Review: Canon i860 Printer

Printers, like monitors, outlive most computers. Because they’re essentially a one-trick pony—all we ask of them is that they print our memos and spreadsheets and now, our digital photographs—they don’t need the latest, most powerful CPUs or gigabytes of memory in order to fulfill their function. They just don’t age as quickly as our computers. But that doesn’t mean you won’t out-grow them.

The Old Printer Was a Dog That Don't Hunt

We bought our last printer, the HP OfficeJet 600—a multi-function unit: printer, scanner, copier and fax machine—in 1997, some seven years ago at this writing. And while it did do all the things HP promised it could do, it did none of them well.

Or quickly.

Or quietly.

And it was not cheap.

And the software it insisted it needed, above and beyond a simple printer driver, brought even sturdy Windows XP to its knees.

Our Specs: What We Wanted a Printer to Do

No, it was clear we needed a new printer and it had to:

  • Print our digital photographs—indistinguishable from the prints you get from a photo store.
  • Print our invoices and promotional materials—with a high level of quality, accurate colors and alignment
  • Be very, very quiet (sorry, Mr. Fudd)
  • Be very, very fast
  • Be inexpensive
  • Play nicely with Windows XP
  • Just work, without us thinking about it—a major tenet of our Transparent Computing philosophy

The Canon i860 does all of this and more. You don’t normally see geeks raving about printers that retail for $149,95, but you’re about see us gush over this little beauty.

We admire good engineering—stuff where someone obviously sat down and thought about how an end user might utilize their product in the real world. Canon’s done that here.

Among the features we like:

  • Five ink tanks—instead of a single multi-ink cartridge for color printing (ever run out of just the yellow ink in one of these guys and have to replace the whole cartridge?), this baby’s got five: Cyan, Magenta, Yellow and two black tanks. Just replace the colors you need. Why two black cartridges? The second tank allows this little inkjet printer to create text documents that look as though they’d been printed on a LaserJet.
  • Non-invasive printing—it just works—quickly, quietly and with often amazing quality. The HP used to print our web pages (badly) in about two minutes; the i860 does it in less than ten seconds—quietly and sharply.
  • Optional Easy-WebPrint software—did you ever try to print a web page and have the text run off the right-hand side of the page? The WebPrint software, which sits in a hand add-on toolbar in Internet Explorer, controls how web pages print. Want to print it with the background colors in landscape mode? No problem. Want to reduce the size of that page so it fits on a single sheet? Easy as pie.

If you’re looking for a printer for your home or even small office use, as we were, the Canon i860 is the way to go.

Highly recommended, but, sadly, no longer being manufactured by Canon. We still think Canon makes the best printers out there.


What needs to be done. Leave out the images and output the records word for word.

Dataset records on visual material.
---*---

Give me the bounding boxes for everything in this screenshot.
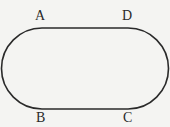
stadium-outline <box>1 28 168 109</box>
point-label-a: A <box>35 9 45 23</box>
stadium-shape <box>0 0 170 127</box>
point-label-b: B <box>36 111 45 125</box>
point-label-c: C <box>123 111 132 125</box>
point-label-d: D <box>122 9 132 23</box>
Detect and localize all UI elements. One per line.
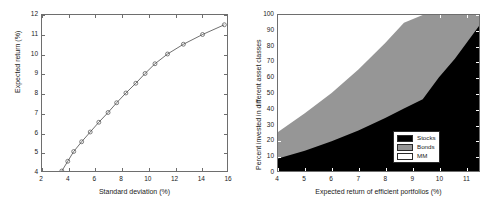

---*---

Task answer.
Give me the bounding boxes for everything in this screenshot.
stadium-outline <box>1 28 168 109</box>
point-label-a: A <box>35 9 45 23</box>
stadium-shape <box>0 0 170 127</box>
point-label-b: B <box>36 111 45 125</box>
point-label-c: C <box>123 111 132 125</box>
point-label-d: D <box>122 9 132 23</box>
Detect and localize all UI elements. One per line.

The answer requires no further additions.